I keep having partial updates while writing this, super frustrating, let me see if I can fix.
Problem 1:
Your kata states "You must return a list of tuples containing all coordinates pairings. (Order of pairing doesn't matter e.g. ((0, 0), (1, 1)) or ((1, 1), (0, 0))". Your tests however appear to be looking for a List, containing "Lists" of tuple pairs. For example, [[(0, 0), (0, 2)], [(0, 0), (1, 0)], [(0, 2), (0, 4)], [(0, 2), (2, 2)], [(0, 4), (1, 4)]] passes one of your tests.

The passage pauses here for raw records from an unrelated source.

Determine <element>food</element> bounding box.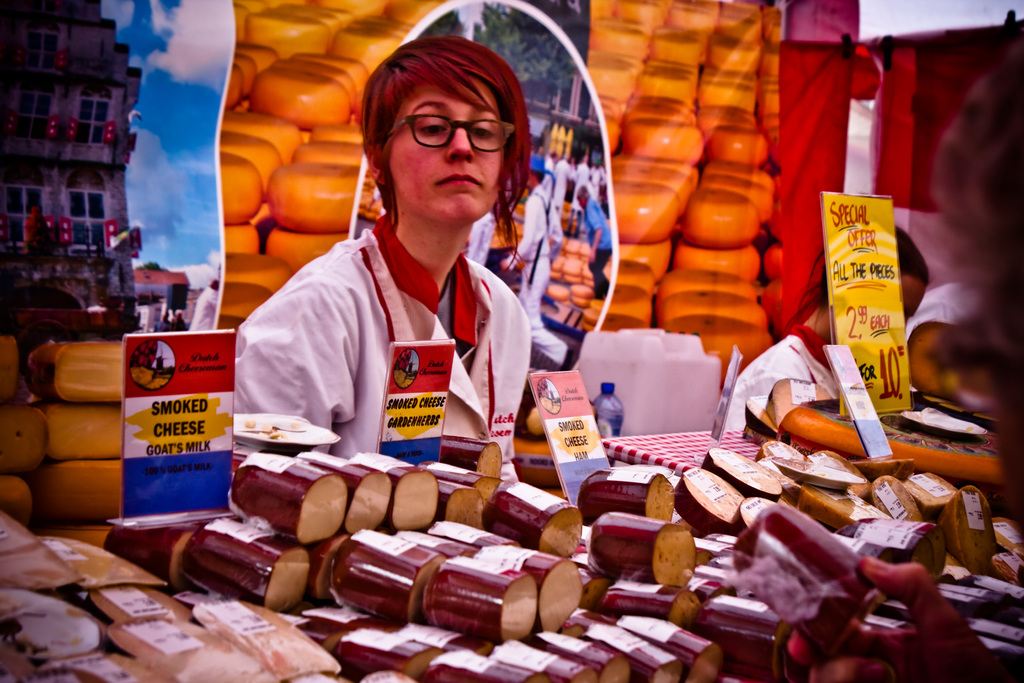
Determined: bbox=[105, 509, 239, 587].
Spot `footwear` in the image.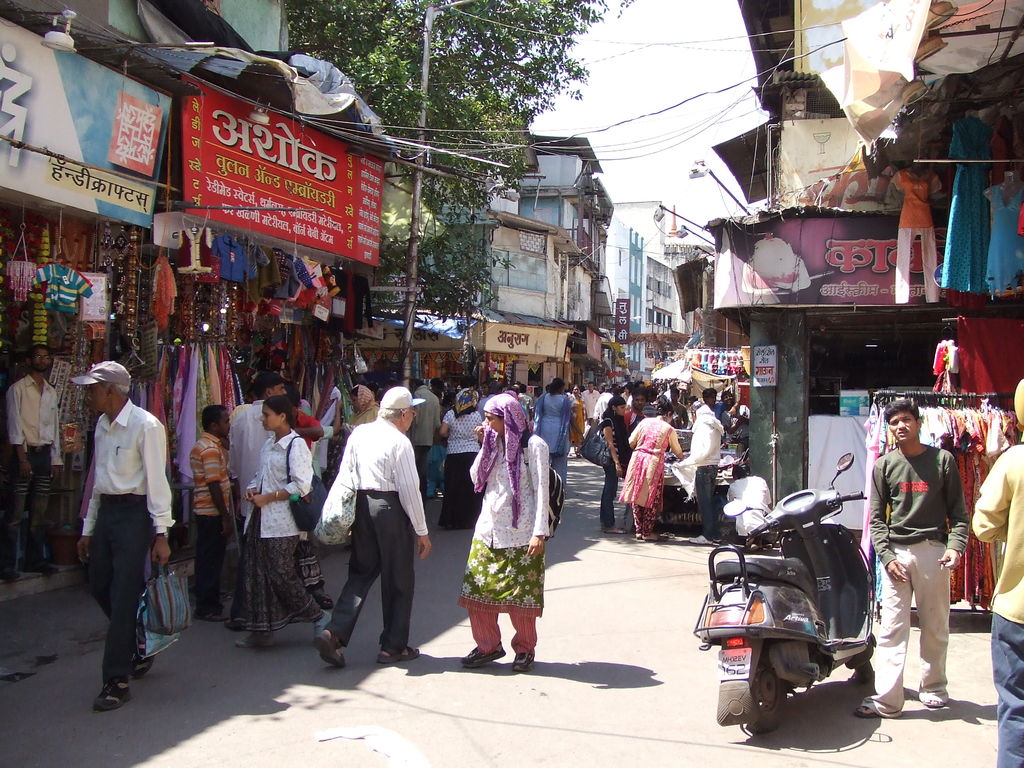
`footwear` found at detection(650, 534, 669, 541).
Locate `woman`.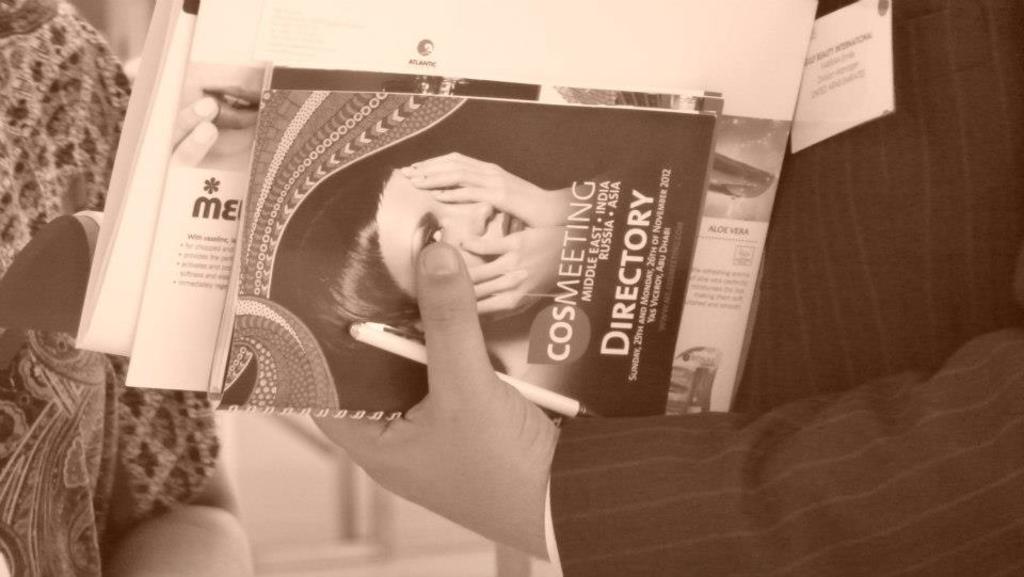
Bounding box: [left=287, top=99, right=627, bottom=404].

Problem 2: My code passes all but one of your 108 tests when the tuple pairs are enclosed in a "List". Given ['TT', 'T.'] as input to your "oops all towers but one should be valid" test, my code produced [[(0, 0), (0, 1)], [(0, 0), (1, 0)]] but you were looking for [((0, 0), (0, 1)), ((0, 0), (1, 0))]. In this case, you are looking for the tuple pairs to be enclosed in a tuple instead of a List. In all other tests however, the tuple pairs are enclosed in Lists
I just checked that, and I'm still getting this message on a failed test:
[((0, 0), (1, 0)), ((0, 0), (0, 1))] should equal [((0, 0), (0, 1)), ((0, 0), (1, 0))]
I've fixed the ordered nature of coordinate pairs I believe. It should now be truly unordered (meaning it shouldn't care if you return, [[0, 0], [1, 1]] or [[1, 1,], [0, 0]]).
I've fixed this in my update that I want to publish so I think I need to mark this as resolved before I publish it? Really weird if that's what I have to do.
Will update. Thank you. Edit: Updated.
`map' is shadowing a builtin
typo : both valid coordaintes
Use formatting conventions -> Each character can be one of three letters:
T | M | .
The function should return a set of tuples.